The answer must be an exact printing of every record below, with the pictures omitted.

(Saved entries)
§ §

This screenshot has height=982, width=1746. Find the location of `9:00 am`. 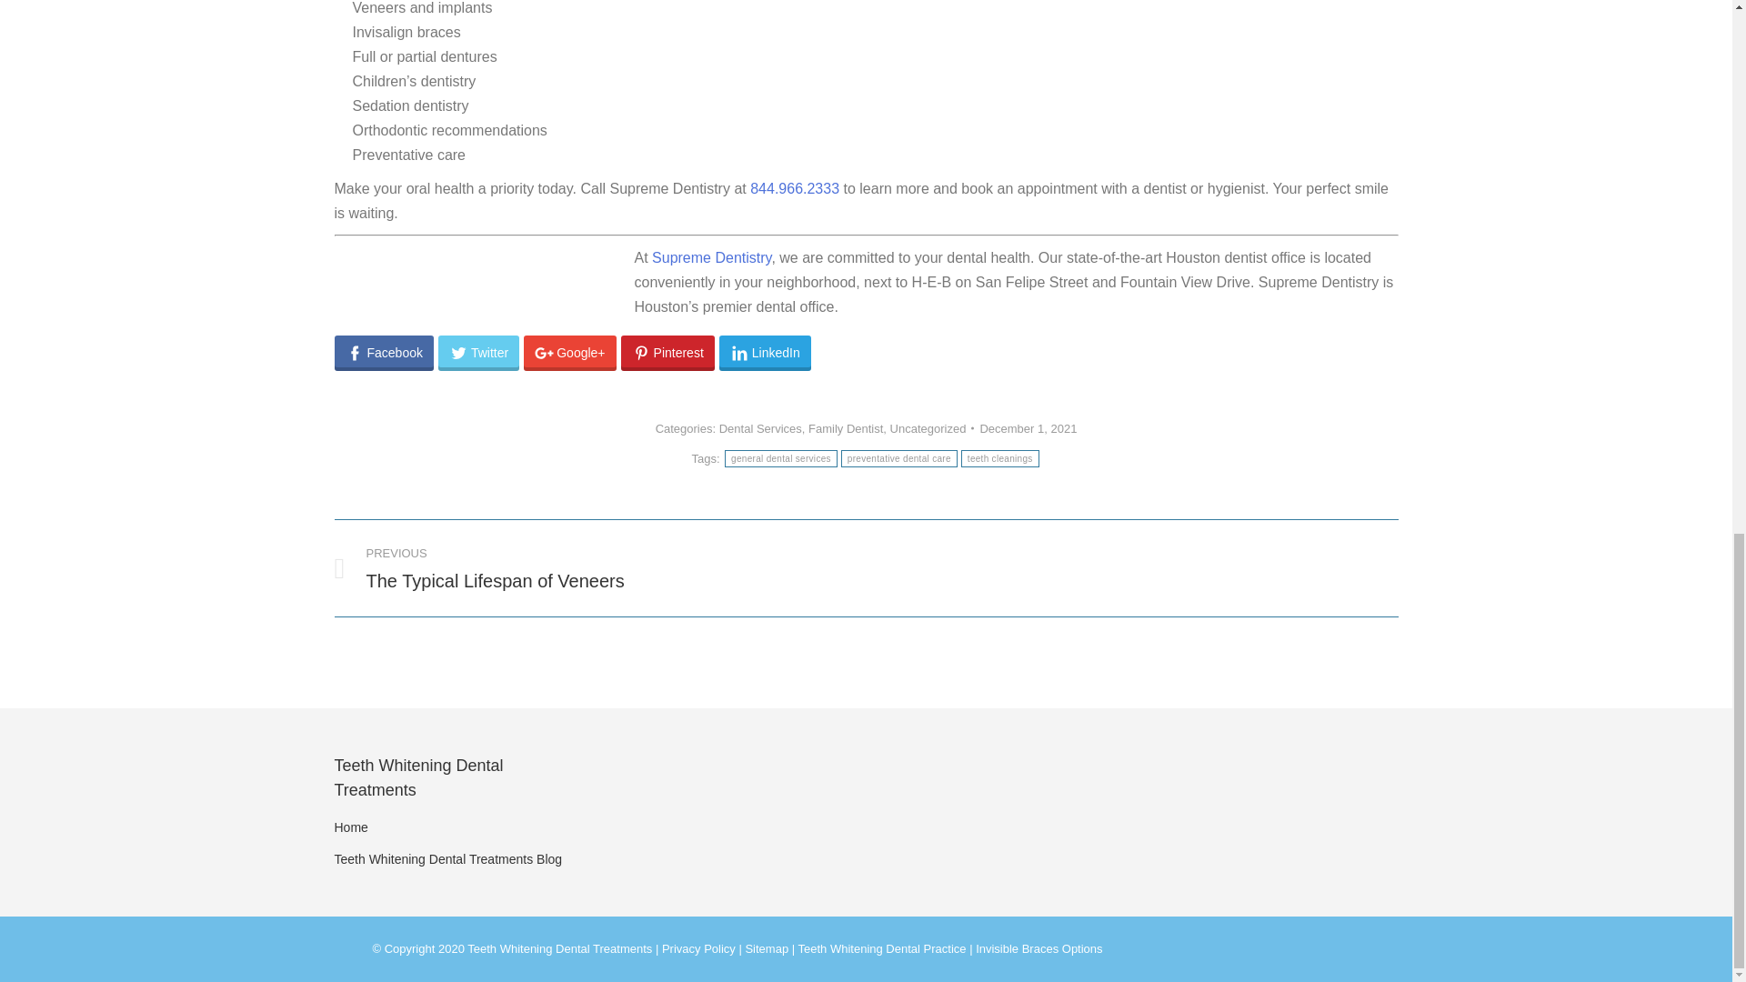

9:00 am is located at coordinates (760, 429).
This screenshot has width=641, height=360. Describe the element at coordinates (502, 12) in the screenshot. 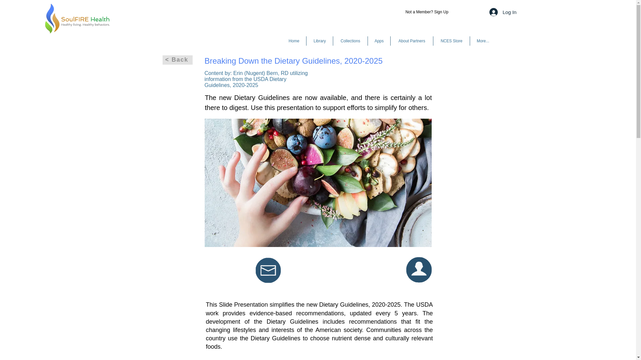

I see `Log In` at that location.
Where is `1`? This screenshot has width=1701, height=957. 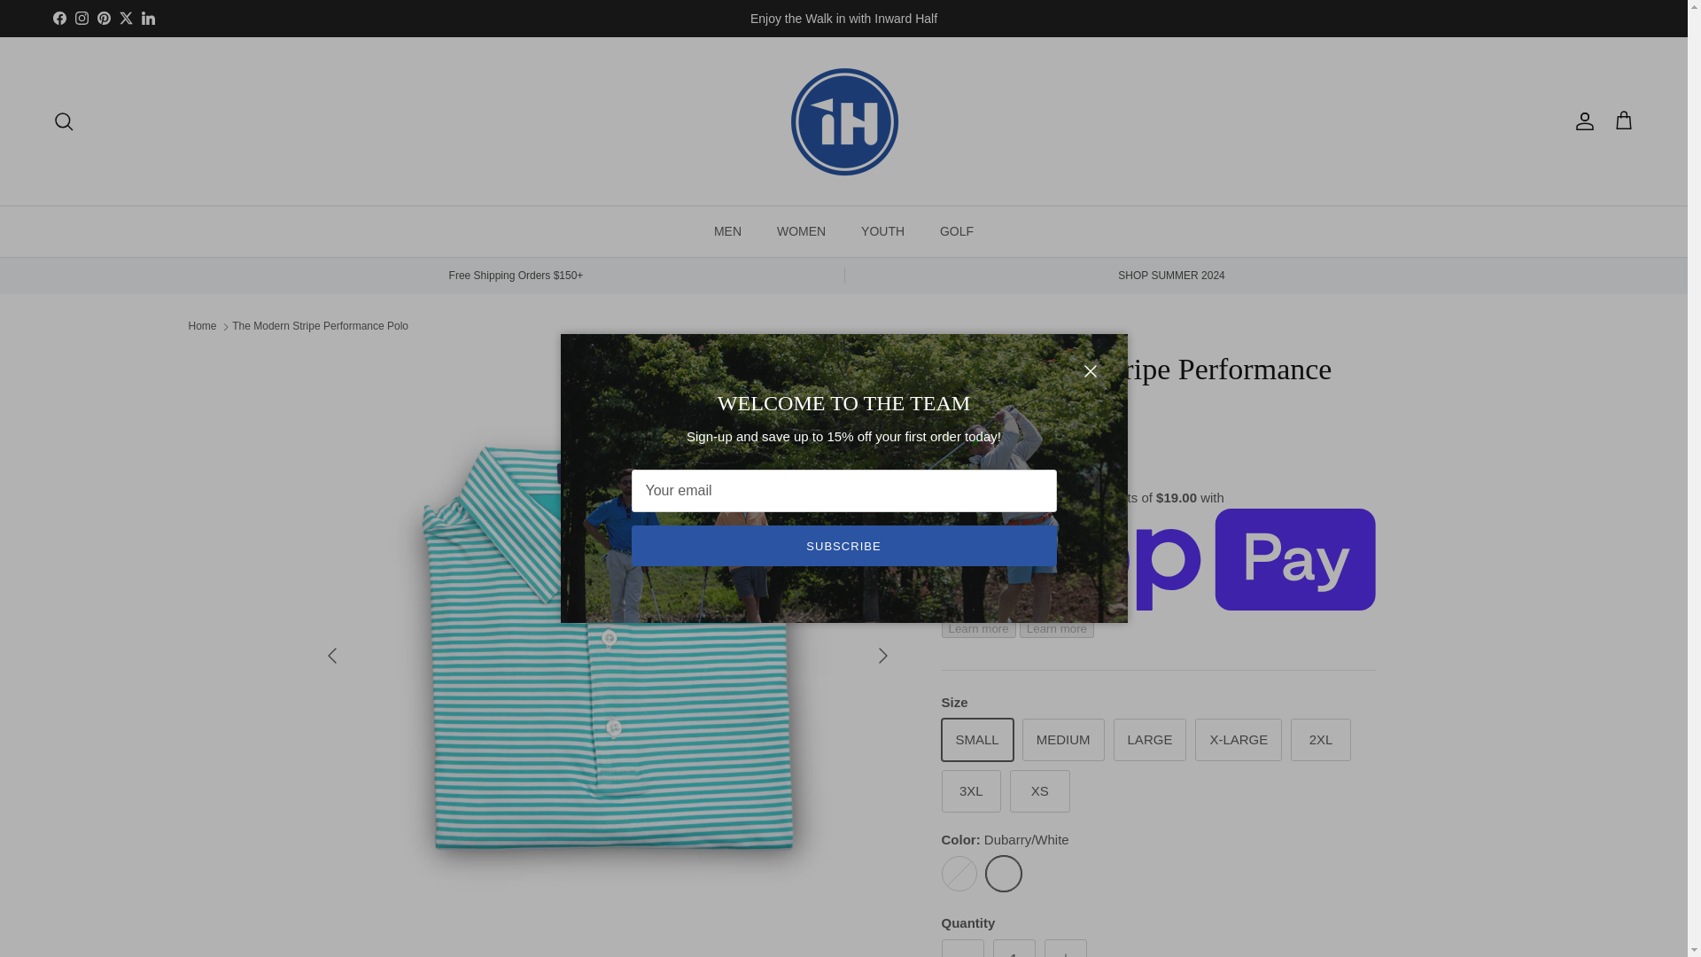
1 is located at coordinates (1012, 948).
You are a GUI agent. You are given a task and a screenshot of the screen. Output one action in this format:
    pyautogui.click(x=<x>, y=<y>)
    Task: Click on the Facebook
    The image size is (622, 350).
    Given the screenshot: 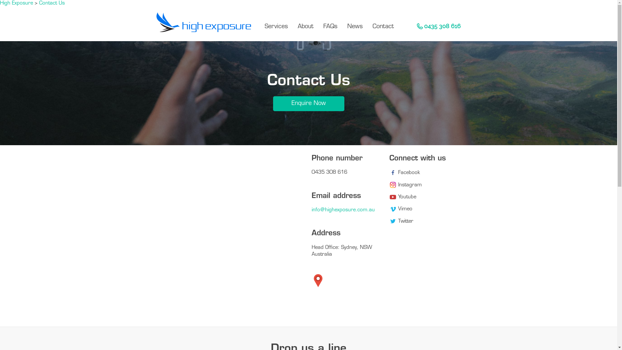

§ §

> [Written solution]
This screenshot has height=982, width=1746. Find the location of `9:00 am`. 

9:00 am is located at coordinates (760, 429).
This screenshot has width=641, height=360. Describe the element at coordinates (502, 12) in the screenshot. 

I see `Log In` at that location.
Where is `1`? This screenshot has width=1701, height=957. 
1 is located at coordinates (1012, 948).
You are a GUI agent. You are given a task and a screenshot of the screen. Output one action in this format:
    pyautogui.click(x=<x>, y=<y>)
    Task: Click on the Facebook
    The image size is (622, 350).
    Given the screenshot: 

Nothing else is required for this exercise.